When it comes to record-breaking bottle prices, Burgundy usually leads the way, both in France and around the world. But one Bordeaux producer is set to make even Domaine de la Romanée Conti seem like a bargain when it releases its next vintage for a stratospheric $34,110 per bottle.

Located in Graves, Liber Pater already boasts the most expensive average bottle prices in Bordeaux, according to Wine Searcher data. However, the $4,120 you can normally expect to pay for one of its bottles is less than an eighth of the price Liber Pater will charge for the 2015 vintage. When it goes on sale, it will become the world’s most expensive release.

According to the Drinks Business, just 550 bottles of the vintage have been produced. Only 240 will be released this year, in September, and each export market will receive a maximum allocation of 18 bottles.

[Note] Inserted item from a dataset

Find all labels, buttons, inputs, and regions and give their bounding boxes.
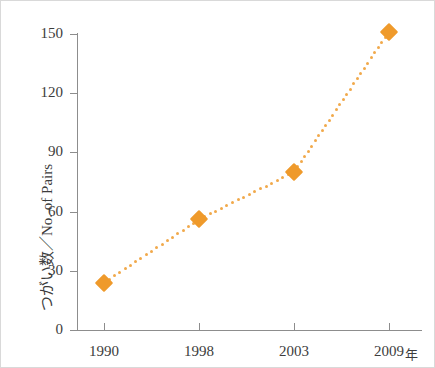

The price tag isn’t the only interesting aspect of this release. The wine is made using indigenous Bordeaux varieties, including Castets, Tarney-Coulant, and Pardotte, all grown on ungrafted vines. The vintage was also vinified in amphorae and the wine did not see any oak.

Because these varieties and techniques are not permitted by the French appellations authority (INAO), the wine will simply be labeled a “Vin de France.” For founder Loïc Pasquet, however, the 2015 vintage captures the true essence of pre-phylloxera Bordeaux.

“The 2015 will be the first vintage made from entirely autochthonous grapes from ungrafted vines; it is produced as wine was before phylloxera,” Pasquet told Wine-Searcher.